Pat (Anton Yelchin) and his noisy punk band, The Ain’t Rights, are on the ass end of an awful tour. They’ve made no money, they regularly syphon gas to keep the tour van running to the next lousy gig and a few shitty decisions have landed them a headline gig at a backwoods skinhead bar. “The crowd there leans a little right,” warned the sketchy promoter.
The Ain’t Rights (which also includes Alia Shawkat, and Callum Turner) are embittered and affronted to be playing before a rowdy room of bigots and so, in true punk fashion, opt to open their set with a spirited cover of the Dead Kennedys’ classic “Nazi Punks Fuck Off”, which predictably goes down like a lead balloon.
Their set list is soon the least of their worries when, after trying to make for the exit, Pat and Sam (Shawkat) witness the aftermath of something grisly in the eponymous green room. Soon that same room is all that stands between them and a blood-simple, vicious, and well-armed Neo-Nazi syndicate.
A tight script rife with moral ambiguity, social commentary, and B-movie tropes reaps maximum effect from a minimal means as Saulnier keeps the pace rapid, rabid, dark and relentlessly maintained. One brazenly executed action sequence follows another as duress and bloodshed reach a fever pitch.
Props go out to the boldly against type casting of Patrick Stewart as Darcy, the anti-Semitic ringleader, and Macon Blair’s Gabe, who we rooted for in Blue Ruin, here worthy of so much scorn. This type of anecdotal coup de mâitre, combined with the sustained intense onslaughts on our tapering protagonists effectively destroy any notions of assurance for the audience. In Green Room nothing is safe, survival is a fool’s paradise, and hope but a blink in a broken beer bottle.
Saulnier’s images run the range from radiant to horrific, from vicious to tender, lending an ultimately tragic tone buoyed by vérité-style hand-held sequences. Yes, violence detonates in terrible succession but is shown ferociously, never for comic reprieve – though humor is present to sustain the drama.
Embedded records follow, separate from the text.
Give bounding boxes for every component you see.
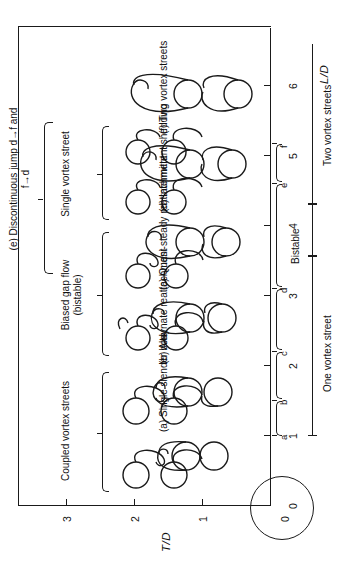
x-axis-label: L/D [318,65,330,84]
letter-bracket-ef [276,144,282,182]
group-label-single-vortex-street: Single vortex street [60,130,72,218]
case-e-brace [44,122,53,274]
x-ticklabel-5: 5 [288,153,299,159]
letter-bracket-cd [276,289,282,350]
x-ticklabel-1: 1 [288,433,299,439]
case-e-stem [38,199,43,200]
letter-tick-f [272,143,277,144]
letter-tick-c [272,351,277,352]
letter-bracket-bc [276,352,282,399]
rotated-plot-wrapper: 0 1 2 3 4 5 6 L/D 0 1 2 3 T/D a b [0,0,358,564]
y-tick-1 [202,499,203,506]
range-label-two-vortex-streets: Two vortex streets [322,85,333,166]
range-label-bistable: Bistable [290,228,301,264]
x-tick-5 [264,155,271,156]
case-label-e: (e) Discontinuous jump d→f and f→d [8,104,31,254]
letter-bracket-ab [276,401,282,436]
figure-canvas: 0 1 2 3 4 5 6 L/D 0 1 2 3 T/D a b [0,0,358,564]
letter-tick-b [272,400,277,401]
group-stem-single [97,174,102,175]
y-ticklabel-3: 3 [62,516,73,522]
sketch-case-a [152,434,234,478]
range-label-one-vortex-street: One vortex street [322,315,333,392]
y-ticklabel-1: 1 [198,516,209,522]
x-tick-3 [264,295,271,296]
x-ticklabel-6: 6 [288,83,299,89]
range-bar-one-vortex-street [312,256,313,436]
sketch-case-d [142,216,246,264]
group-brace-biased [102,232,109,356]
range-cap-left-one [308,435,317,436]
y-ticklabel-2: 2 [130,516,141,522]
sketch-case-b [148,368,238,414]
y-tick-2 [134,499,135,506]
letter-tick-e [272,183,277,184]
letter-bracket-de [276,184,282,287]
group-stem-coupled [97,433,102,434]
y-axis-label: T/D [160,532,172,552]
range-cap-left-two [308,203,317,204]
x-tick-4 [264,225,271,226]
plot-area: 0 1 2 3 4 5 6 L/D 0 1 2 3 T/D a b [0,0,358,564]
y-tick-3 [66,499,67,506]
sketch-case-f-2 [126,66,260,116]
range-bar-two-vortex-streets [312,44,313,204]
group-stem-biased [97,295,102,296]
x-tick-1 [264,435,271,436]
sketch-case-c [146,294,242,340]
group-label-coupled-vortex-streets: Coupled vortex streets [60,376,72,486]
letter-tick-d [272,288,277,289]
sketch-case-f-1 [136,138,252,186]
group-label-biased-gap-flow: Biased gap flow (bistable) [60,238,83,352]
range-cap-left-bistable [308,255,317,256]
letter-tick-a [272,435,277,436]
range-bar-bistable [312,204,313,256]
x-tick-2 [264,365,271,366]
x-ticklabel-2: 2 [288,363,299,369]
group-brace-coupled [102,372,109,492]
x-ticklabel-3: 3 [288,293,299,299]
origin-cylinder-icon [250,476,314,540]
group-brace-single [102,126,109,220]
x-tick-6 [264,85,271,86]
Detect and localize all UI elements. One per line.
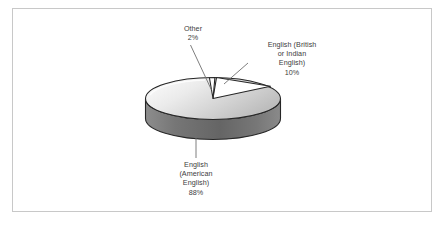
- pie-label-other-percent: 2%: [158, 33, 228, 42]
- pie-label-british-indian: English (British or Indian English) 10%: [240, 40, 344, 77]
- pie-label-american-percent: 88%: [140, 188, 252, 197]
- pie-label-british-percent: 10%: [240, 68, 344, 77]
- pie-label-british-line3: English): [240, 58, 344, 67]
- pie-label-american-english: English (American English) 88%: [140, 160, 252, 197]
- pie-label-american-line1: English: [140, 160, 252, 169]
- pie-label-american-line3: English): [140, 178, 252, 187]
- pie-label-other: Other 2%: [158, 24, 228, 42]
- pie-label-american-line2: (American: [140, 169, 252, 178]
- pie-label-other-name: Other: [158, 24, 228, 33]
- chart-figure: Other 2% English (British or Indian Engl…: [0, 0, 444, 230]
- pie-label-british-line1: English (British: [240, 40, 344, 49]
- pie-label-british-line2: or Indian: [240, 49, 344, 58]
A more thought-provoking and brilliantly paced horror film with so palpable a physicality as Green Room is rare, and on such a modest budget, this tale of terra incognita cruelty is remarkable.
The sold-out VIFF crowd were on their feet cheering by the end, and afterwards I had to alternate hot and cold compress to my wrist due to all my frantic fist pumping. Now, hours after the experience, I’m suffering what I can only describe as survivor’s guilt. Miss this movie at your own peril.